Design discourse is admittedly mostly technical in the sense of focusing on product development, marketing, and business planning. Nonetheless there is a deeper and, for the social scientist, more interesting background for questions relating to design. At stake is fundamentally a techné of the self in the sense of Foucault’s ethics and Heidegger’s interpretation of technology as poiesis. In a well-known book entitled Sciences of the Artificial, Herbert Simon developed a concept of design that can be traced from Greek techné and applied to Foucault’s technology of self as ethics. For Simon (1996)
“Engineers are not the only professional designers. Everyone designs who devises courses of action aimed at changing existing situations into preferred ones. The intellectual activity that produces material artifacts is no different fundamentally from the one that prescribes remedies for a sick patient or the one that devises a new sales plan for a company or a social welfare policy for a state. Design, so construed, is the core of all professional training…. Schools of engineering, as well as schools of architecture, business, education, law, and medicine, are all centrally concerned with the process of design.” (111)
Bruno Latour would agree to this and add that the concept of design today “has been extended from the details of daily objects to cities, landscapes, nations, cultures, bodies, genes, and … to nature itself… (Latour 2008: 2). Furthermore, this extension of the idea of design to all aspects of reality means that the concept of “design” has become “a clear substitute for revolution and modernization” (5); those two ideals that have led Modernity into an inescapable responsibility for planetary ecology. Finally, for Latour “the decisive advantage of the concept of design is that it necessarily involves an ethical dimension which is tied into the obvious question of good versus bad design” (5). The ethical dimension that Latour finds at the heart of design joins Foucault’s idea of an ethical technology of self for “humans have to be artificially made and remade” (10). Understanding self-knowledge as an ethical and technical (in the sense of techné) task of design should not lead us into post-humanist speculations and the discussion of cyborgs. Instead, that which makes design both ethically good and aesthetically beautiful is its ability to take as many different aspects of what something is and can become into account, to respect all the different claims that can be made on someone or something, to insure that nothing important is overlooked, and to allow for surprises and the unexpected. To design something well, including oneself, in the functional, ethical, and aesthetic dimensions, is to take account of as much information as one can in the process of constructing. Latour proposes that networking, that is, the techné of constructing actor-networks, should be understood as design. This means that design is a “means for drawing things together – gods, non-humans, and mortals included” (13).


> **Assignment**
Below, find each line holding "labels" and state how many there are, using the number alone.

*** Data records ***

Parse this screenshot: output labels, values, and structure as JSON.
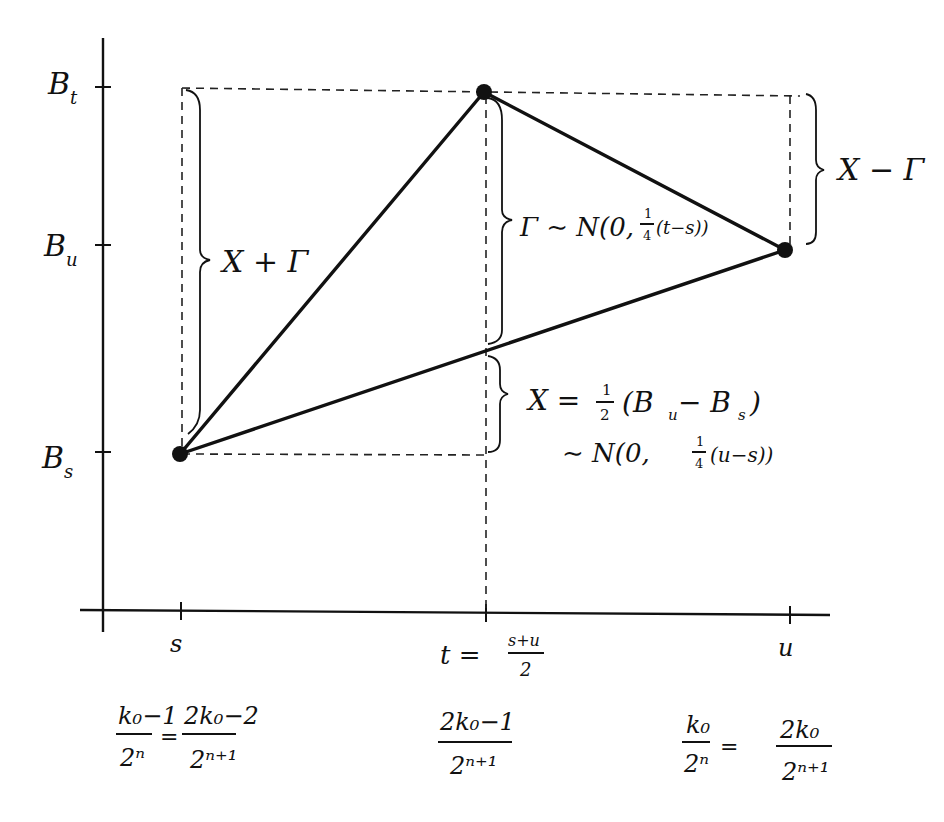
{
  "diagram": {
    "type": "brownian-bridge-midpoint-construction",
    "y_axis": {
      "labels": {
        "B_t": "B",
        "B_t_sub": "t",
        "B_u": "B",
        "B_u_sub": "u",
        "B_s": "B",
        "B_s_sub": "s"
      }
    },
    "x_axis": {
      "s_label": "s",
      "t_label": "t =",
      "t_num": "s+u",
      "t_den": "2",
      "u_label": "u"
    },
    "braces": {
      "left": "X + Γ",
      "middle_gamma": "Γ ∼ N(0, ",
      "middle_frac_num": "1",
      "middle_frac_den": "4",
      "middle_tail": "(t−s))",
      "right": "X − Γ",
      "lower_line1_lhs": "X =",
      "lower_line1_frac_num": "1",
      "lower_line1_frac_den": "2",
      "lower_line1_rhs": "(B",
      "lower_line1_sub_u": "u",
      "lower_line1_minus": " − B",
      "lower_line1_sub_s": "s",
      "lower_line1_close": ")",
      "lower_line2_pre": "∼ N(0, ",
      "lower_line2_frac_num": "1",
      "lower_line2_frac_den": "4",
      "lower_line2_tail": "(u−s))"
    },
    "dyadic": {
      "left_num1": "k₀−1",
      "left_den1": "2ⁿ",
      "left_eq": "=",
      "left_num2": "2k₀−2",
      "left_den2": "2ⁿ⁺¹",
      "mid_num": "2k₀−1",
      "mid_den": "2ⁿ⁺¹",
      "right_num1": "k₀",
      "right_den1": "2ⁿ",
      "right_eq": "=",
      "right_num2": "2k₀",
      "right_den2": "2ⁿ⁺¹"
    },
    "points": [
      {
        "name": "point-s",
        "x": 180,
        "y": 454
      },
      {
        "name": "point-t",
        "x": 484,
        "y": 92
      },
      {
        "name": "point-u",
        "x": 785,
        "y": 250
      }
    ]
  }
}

*** End of Data records ***
*** Data records ***

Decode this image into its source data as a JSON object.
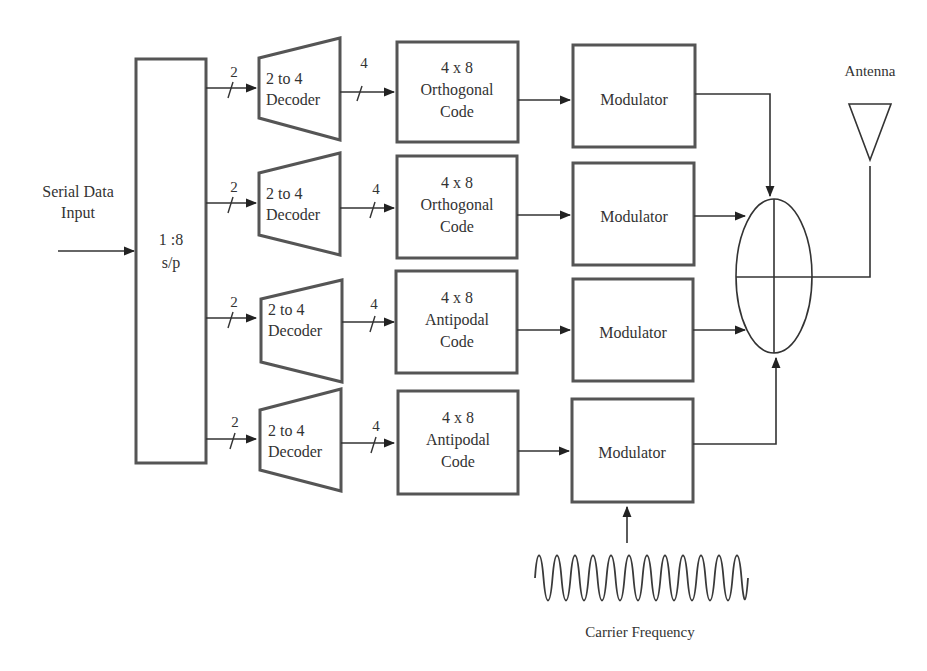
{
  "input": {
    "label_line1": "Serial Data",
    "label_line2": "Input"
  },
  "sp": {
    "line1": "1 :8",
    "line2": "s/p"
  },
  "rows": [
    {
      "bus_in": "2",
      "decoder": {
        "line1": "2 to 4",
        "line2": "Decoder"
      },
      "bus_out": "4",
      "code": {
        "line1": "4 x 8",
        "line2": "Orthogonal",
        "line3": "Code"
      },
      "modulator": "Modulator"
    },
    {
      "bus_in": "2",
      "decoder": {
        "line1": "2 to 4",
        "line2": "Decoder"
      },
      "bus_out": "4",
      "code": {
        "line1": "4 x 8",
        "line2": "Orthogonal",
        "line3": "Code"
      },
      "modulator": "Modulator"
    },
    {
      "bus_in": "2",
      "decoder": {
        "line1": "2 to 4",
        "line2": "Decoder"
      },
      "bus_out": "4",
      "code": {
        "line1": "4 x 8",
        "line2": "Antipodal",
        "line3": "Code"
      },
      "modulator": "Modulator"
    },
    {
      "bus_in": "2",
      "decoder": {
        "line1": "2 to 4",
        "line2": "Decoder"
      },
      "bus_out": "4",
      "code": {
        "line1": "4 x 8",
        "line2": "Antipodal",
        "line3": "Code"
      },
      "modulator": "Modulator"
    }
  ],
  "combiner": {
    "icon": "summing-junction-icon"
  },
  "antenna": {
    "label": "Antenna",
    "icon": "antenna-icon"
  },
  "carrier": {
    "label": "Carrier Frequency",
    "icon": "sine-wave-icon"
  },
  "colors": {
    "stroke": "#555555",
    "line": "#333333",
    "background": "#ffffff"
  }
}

*** End of Data records ***
*** Data records ***

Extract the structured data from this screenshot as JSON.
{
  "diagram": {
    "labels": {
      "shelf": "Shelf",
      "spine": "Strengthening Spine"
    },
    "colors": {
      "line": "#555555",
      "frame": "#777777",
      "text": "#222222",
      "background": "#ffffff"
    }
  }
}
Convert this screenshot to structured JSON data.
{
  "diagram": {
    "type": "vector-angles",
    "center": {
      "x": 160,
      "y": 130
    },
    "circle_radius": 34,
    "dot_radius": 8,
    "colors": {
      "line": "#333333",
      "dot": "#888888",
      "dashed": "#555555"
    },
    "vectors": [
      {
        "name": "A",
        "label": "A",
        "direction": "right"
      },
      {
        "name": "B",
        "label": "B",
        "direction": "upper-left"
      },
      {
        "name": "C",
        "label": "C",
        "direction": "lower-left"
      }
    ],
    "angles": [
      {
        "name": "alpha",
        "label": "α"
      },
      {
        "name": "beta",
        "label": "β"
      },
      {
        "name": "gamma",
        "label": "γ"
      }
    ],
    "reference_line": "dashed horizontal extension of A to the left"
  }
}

*** End of Data records ***

> **Written answer**
3